Graveyard, Delgany, Co. Wicklow
Co. Wicklow |
Burial Grounds
In the middle of Delgany village, on a south-facing slope above a stream valley, a fragment of granite shaft stands just under two metres tall and carries six lines of script that nobody has yet managed to read.
This is the remnant of a high cross, the kind of elaborately carved freestanding stone monument associated with early medieval Irish Christianity, and its lower shaft still shows the chamfered edges and rebated decorative panels that would once have framed intricate carvings across its west, south, and east faces. The inscription on the south face survives but remains indecipherable, which gives the stone a quietly unresolved quality that tidier heritage sites rarely offer.
The cross stands to the north of a ruined nave-and-chancel church set within a trapezoidal graveyard measuring roughly 70 metres by 45 metres. The church itself was in use until approximately 1789, after which it fell into the gradual decline visible today. Its walls survive mostly at lower levels, built of uncoursed rubble with larger blocks towards the footings, though a portion of the north nave wall still stands higher. The chancel walls are noticeably thicker than those of the nave, at one metre compared to 0.75 metres, and a single projecting stone in the north wall of the nave is thought to mark the original junction between the two sections. A doorway on the south side of the nave retains a large flagstone sill, and just outside it, a subrectangular baptismal font has been incorporated into a low boundary wall. Traces of plaster still cling to the inner face of the nave. Early nineteenth-century headstones have been placed inside the roofless church, while the graveyard itself contains several headstones dating from the early eighteenth century, along with the enclosing wall built in the nineteenth century.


> _Instructions to follow_
Below are some entries. Repeat exactly the lines from the one with "Identify the location of strong: Edit" through the one with "In order to click", and only those.

> _Entries supplied_
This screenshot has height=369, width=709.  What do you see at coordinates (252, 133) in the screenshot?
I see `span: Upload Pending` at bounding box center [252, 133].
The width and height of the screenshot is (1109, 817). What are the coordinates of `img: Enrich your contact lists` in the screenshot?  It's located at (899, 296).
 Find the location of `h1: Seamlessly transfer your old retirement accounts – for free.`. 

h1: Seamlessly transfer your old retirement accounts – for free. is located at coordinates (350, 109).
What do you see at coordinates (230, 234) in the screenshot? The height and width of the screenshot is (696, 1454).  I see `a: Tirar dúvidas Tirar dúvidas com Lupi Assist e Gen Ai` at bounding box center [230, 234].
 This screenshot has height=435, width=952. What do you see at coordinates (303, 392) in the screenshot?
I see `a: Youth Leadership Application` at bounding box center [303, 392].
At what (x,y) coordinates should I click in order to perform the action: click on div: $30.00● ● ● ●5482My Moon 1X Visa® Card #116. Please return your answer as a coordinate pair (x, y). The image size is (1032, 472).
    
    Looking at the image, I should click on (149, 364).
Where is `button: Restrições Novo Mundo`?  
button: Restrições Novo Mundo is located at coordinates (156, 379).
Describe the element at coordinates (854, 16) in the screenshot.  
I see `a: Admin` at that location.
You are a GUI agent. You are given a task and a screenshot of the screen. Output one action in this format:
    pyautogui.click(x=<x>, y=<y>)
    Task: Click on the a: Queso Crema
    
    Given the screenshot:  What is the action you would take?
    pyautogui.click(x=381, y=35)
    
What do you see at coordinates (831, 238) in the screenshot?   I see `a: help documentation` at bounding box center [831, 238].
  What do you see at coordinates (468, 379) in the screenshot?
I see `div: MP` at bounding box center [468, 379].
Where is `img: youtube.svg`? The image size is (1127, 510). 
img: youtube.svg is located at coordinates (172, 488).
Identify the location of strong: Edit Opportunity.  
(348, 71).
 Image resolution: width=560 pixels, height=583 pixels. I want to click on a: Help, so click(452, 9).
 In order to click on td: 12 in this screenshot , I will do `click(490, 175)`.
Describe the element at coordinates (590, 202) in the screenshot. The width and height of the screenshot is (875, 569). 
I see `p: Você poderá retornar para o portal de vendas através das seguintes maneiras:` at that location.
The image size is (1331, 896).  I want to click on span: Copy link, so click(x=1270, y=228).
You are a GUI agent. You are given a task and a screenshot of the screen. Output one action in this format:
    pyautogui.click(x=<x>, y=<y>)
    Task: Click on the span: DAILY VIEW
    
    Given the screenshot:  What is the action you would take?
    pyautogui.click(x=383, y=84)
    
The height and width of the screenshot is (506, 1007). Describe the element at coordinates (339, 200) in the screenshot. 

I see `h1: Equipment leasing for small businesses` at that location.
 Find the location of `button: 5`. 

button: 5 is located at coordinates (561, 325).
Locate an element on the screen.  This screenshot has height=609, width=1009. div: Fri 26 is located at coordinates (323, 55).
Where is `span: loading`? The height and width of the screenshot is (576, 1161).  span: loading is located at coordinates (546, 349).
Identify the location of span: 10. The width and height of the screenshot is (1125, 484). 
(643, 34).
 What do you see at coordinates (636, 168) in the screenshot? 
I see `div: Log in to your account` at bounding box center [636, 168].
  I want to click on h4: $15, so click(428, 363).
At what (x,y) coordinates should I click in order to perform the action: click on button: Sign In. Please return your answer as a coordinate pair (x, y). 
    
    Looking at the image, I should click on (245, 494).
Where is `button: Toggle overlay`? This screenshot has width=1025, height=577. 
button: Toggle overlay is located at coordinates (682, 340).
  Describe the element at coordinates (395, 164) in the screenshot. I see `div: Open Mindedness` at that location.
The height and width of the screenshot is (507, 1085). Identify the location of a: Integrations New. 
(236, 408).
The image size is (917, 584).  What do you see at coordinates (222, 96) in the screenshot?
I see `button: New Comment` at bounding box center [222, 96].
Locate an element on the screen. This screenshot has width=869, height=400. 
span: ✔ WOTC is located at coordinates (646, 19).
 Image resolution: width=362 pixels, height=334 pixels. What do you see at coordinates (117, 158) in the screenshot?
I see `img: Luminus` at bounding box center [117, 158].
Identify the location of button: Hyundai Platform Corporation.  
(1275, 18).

> _Exercise response_
Identify the location of strong: Edit Opportunity.  
(348, 71).
 Image resolution: width=560 pixels, height=583 pixels. I want to click on a: Help, so click(452, 9).
 In order to click on td: 12 in this screenshot , I will do `click(490, 175)`.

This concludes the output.